Why Neuter?
Why Is Neutering Important?
An un-neutered tom cat can mate with over 40 female cats a year. He can and will follow the scent of a female over seven miles away! While he’s out and about, roaming the area, he can easily get lost and find himself homeless when the romancing is over. Unless his owner has microchipped him and is lucky to have him found by a cat lover, poor tom is doomed to live a life of misery.
Nobody will adopt an entire (un-neutered) tom cat, or even tolerate him in the back garden, because he fights other people’s pets, male and female, and marks houses and gardens with a pungent scent.

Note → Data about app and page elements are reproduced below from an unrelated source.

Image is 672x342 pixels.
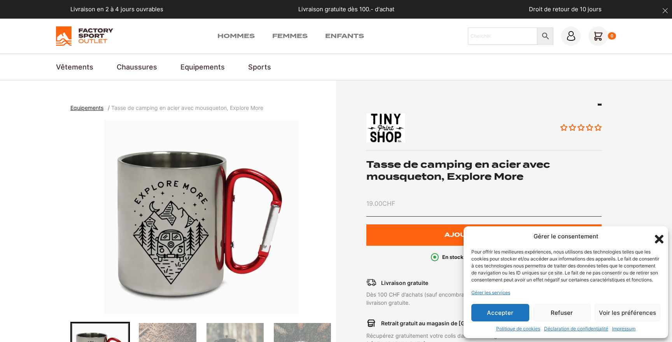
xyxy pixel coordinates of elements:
[544,326,608,333] a: Déclaration de confidentialité
[366,291,554,307] p: Dès 100 CHF d’achats (sauf encombrants), bénéficiez de la livraison gratuite.
[217,31,255,41] a: Hommes
[298,5,394,14] p: Livraison gratuite dès 100.- d'achat
[612,326,635,333] a: Impressum
[529,5,601,14] p: Droit de retour de 10 jours
[70,105,103,111] span: Equipements
[607,32,616,40] div: 0
[533,304,591,322] button: Refuser
[70,105,108,111] a: Equipements
[366,225,602,246] button: Ajouter au panier
[56,26,113,46] img: Factory Sport Outlet
[70,120,332,314] div: 1 of 7
[471,304,529,322] button: Accepter
[111,105,263,111] span: Tasse de camping en acier avec mousqueton, Explore More
[381,279,428,287] p: Livraison gratuite
[658,4,672,17] button: dismiss
[594,304,660,322] button: Voir les préférences
[533,232,598,241] div: Gérer le consentement
[366,200,395,208] bdi: 19.00
[272,31,307,41] a: Femmes
[70,104,263,113] nav: breadcrumbs
[442,254,465,260] b: En stock.
[325,31,364,41] a: Enfants
[248,62,271,72] a: Sports
[381,319,516,328] p: Retrait gratuit au magasin de [GEOGRAPHIC_DATA]
[180,62,225,72] a: Equipements
[444,232,523,239] span: Ajouter au panier
[56,62,93,72] a: Vêtements
[117,62,157,72] a: Chaussures
[382,200,395,208] span: CHF
[366,159,602,183] h1: Tasse de camping en acier avec mousqueton, Explore More
[496,326,540,333] a: Politique de cookies
[652,233,660,241] div: Fermer la boîte de dialogue
[471,249,659,284] div: Pour offrir les meilleures expériences, nous utilisons des technologies telles que les cookies po...
[442,254,537,262] p: Livré en 2 à 4 jours ouvrables
[468,28,537,45] input: Chercher
[70,5,163,14] p: Livraison en 2 à 4 jours ouvrables
[471,290,510,297] a: Gérer les services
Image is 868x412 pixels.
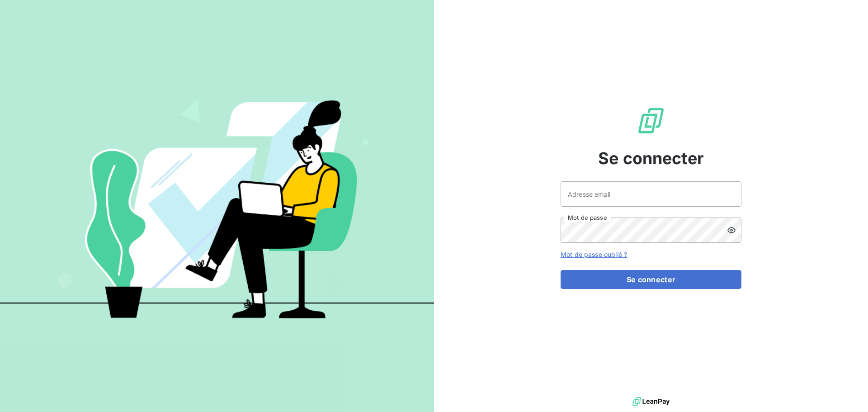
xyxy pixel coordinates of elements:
input: placeholder [560,182,741,206]
button: Se connecter [560,270,741,289]
img: Logo LeanPay [637,106,665,135]
img: logo [632,395,669,408]
span: Se connecter [597,146,704,170]
a: Mot de passe oublié ? [560,250,627,258]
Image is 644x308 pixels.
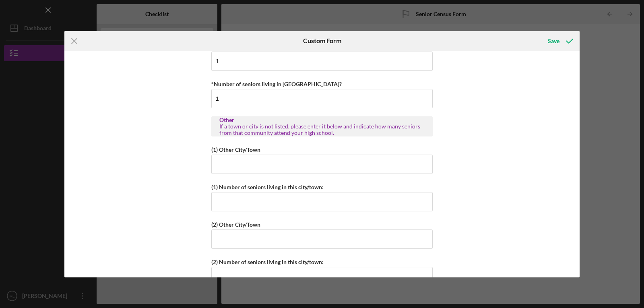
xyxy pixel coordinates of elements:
[212,184,324,190] label: (1) Number of seniors living in this city/town:
[212,146,260,153] label: (1) Other City/Town
[219,117,425,123] div: Other
[548,33,559,49] div: Save
[212,221,260,228] label: (2) Other City/Town
[212,259,324,265] label: (2) Number of seniors living in this city/town:
[303,37,341,44] h6: Custom Form
[212,81,342,87] label: *Number of seniors living in [GEOGRAPHIC_DATA]?
[540,33,580,49] button: Save
[219,123,425,136] div: If a town or city is not listed, please enter it below and indicate how many seniors from that co...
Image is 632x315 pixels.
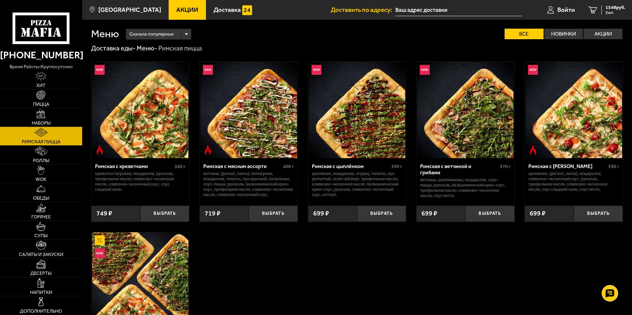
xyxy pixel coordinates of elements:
[129,28,173,41] span: Сначала популярные
[417,62,513,158] img: Римская с ветчиной и грибами
[95,65,105,75] img: Новинка
[204,210,220,217] span: 719 ₽
[249,206,297,222] button: Выбрать
[140,206,189,222] button: Выбрать
[311,65,321,75] img: Новинка
[308,62,406,158] a: НовинкаРимская с цыплёнком
[20,309,62,314] span: Дополнительно
[528,171,619,192] p: цыпленок, [PERSON_NAME], моцарелла, сливочно-чесночный соус, руккола, трюфельное масло, оливково-...
[33,196,49,201] span: Обеды
[583,29,622,39] label: Акции
[137,44,157,52] a: Меню-
[34,234,47,238] span: Супы
[158,44,202,53] div: Римская пицца
[32,121,50,126] span: Наборы
[416,62,514,158] a: НовинкаРимская с ветчиной и грибами
[33,159,49,163] span: Роллы
[19,253,63,257] span: Салаты и закуски
[529,210,545,217] span: 699 ₽
[395,4,521,16] input: Ваш адрес доставки
[524,62,622,158] a: НовинкаОстрое блюдоРимская с томатами черри
[91,62,189,158] a: НовинкаОстрое блюдоРимская с креветками
[22,140,60,144] span: Римская пицца
[500,164,510,170] span: 370 г
[608,164,619,170] span: 390 г
[203,171,294,198] p: ветчина, [PERSON_NAME], пепперони, моцарелла, томаты, лук красный, халапеньо, соус-пицца, руккола...
[557,7,574,13] span: Войти
[544,29,583,39] label: Новинки
[98,7,161,13] span: [GEOGRAPHIC_DATA]
[36,83,46,88] span: Хит
[312,163,390,170] div: Римская с цыплёнком
[421,210,437,217] span: 699 ₽
[313,210,329,217] span: 699 ₽
[465,206,514,222] button: Выбрать
[203,145,213,155] img: Острое блюдо
[203,65,213,75] img: Новинка
[420,177,510,199] p: ветчина, шампиньоны, моцарелла, соус-пицца, руккола, бальзамический крем-соус, трюфельное масло, ...
[200,62,297,158] a: НовинкаОстрое блюдоРимская с мясным ассорти
[91,44,136,52] a: Доставка еды-
[242,5,252,15] img: 15daf4d41897b9f0e9f617042186c801.svg
[31,215,51,220] span: Горячее
[95,163,173,170] div: Римская с креветками
[330,7,395,13] span: Доставить по адресу:
[528,163,606,170] div: Римская с [PERSON_NAME]
[91,29,119,39] h1: Меню
[528,145,538,155] img: Острое блюдо
[309,62,405,158] img: Римская с цыплёнком
[95,171,186,192] p: креветка тигровая, моцарелла, руккола, трюфельное масло, оливково-чесночное масло, сливочно-чесно...
[176,7,198,13] span: Акции
[30,291,52,295] span: Напитки
[203,163,281,170] div: Римская с мясным ассорти
[200,62,296,158] img: Римская с мясным ассорти
[573,206,622,222] button: Выбрать
[420,163,498,176] div: Римская с ветчиной и грибами
[419,65,429,75] img: Новинка
[30,271,51,276] span: Десерты
[605,5,625,10] span: 1548 руб.
[95,145,105,155] img: Острое блюдо
[213,7,241,13] span: Доставка
[605,11,625,15] span: 2 шт.
[174,164,185,170] span: 360 г
[96,210,112,217] span: 749 ₽
[391,164,402,170] span: 390 г
[357,206,406,222] button: Выбрать
[92,62,188,158] img: Римская с креветками
[504,29,543,39] label: Все
[312,171,402,198] p: цыпленок, моцарелла, огурец, томаты, лук репчатый, салат айсберг, трюфельное масло, оливково-чесн...
[283,164,294,170] span: 400 г
[95,249,105,259] img: Новинка
[95,235,105,245] img: Акционный
[528,65,538,75] img: Новинка
[33,102,49,107] span: Пицца
[525,62,622,158] img: Римская с томатами черри
[36,177,46,182] span: WOK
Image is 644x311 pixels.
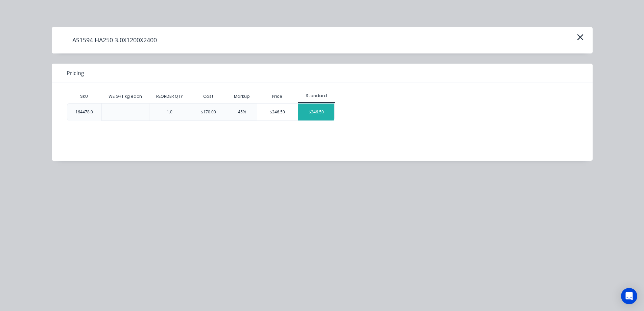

Homeless and hungry, he will enter houses through the cat flap in search of food, only to get shooed away. Fighting for his survival, he will soon look run-down and battered and his chances of finding a new home dwindle even further. “Mangy toms” are usually not mangy at all, they are often simply neglected, undernourished and battle-scarred.
Toms are the most frequent feline victims of road death. The newest threat of all is a virus, the killer Feline Immunodeficiency Virus (FIV), which is passed on during fights through biting when the saliva of an infected cat enters the bloodstream of the another.
What About 'The Girls'?
One unspayed female cat could be responsible for 10,924 kittens over a six-year period. This is a minimum total calculated by assuming she has her first litter when she is a year old (although this could be as young as six months), and using the low rate of only two litters a year for each mature female cat (most cats have three and four litters a year), and basing our calculation on four kittens each litter, two male and two female.
So neutering your female kitten before she is six months old could prevent a minimum of 10,924 unwanted cats looking for new homes, and would most likely extend your cat’s life by excluding the many risks involved in having kittens.
It is a myth that cats should be allowed to have one litter first.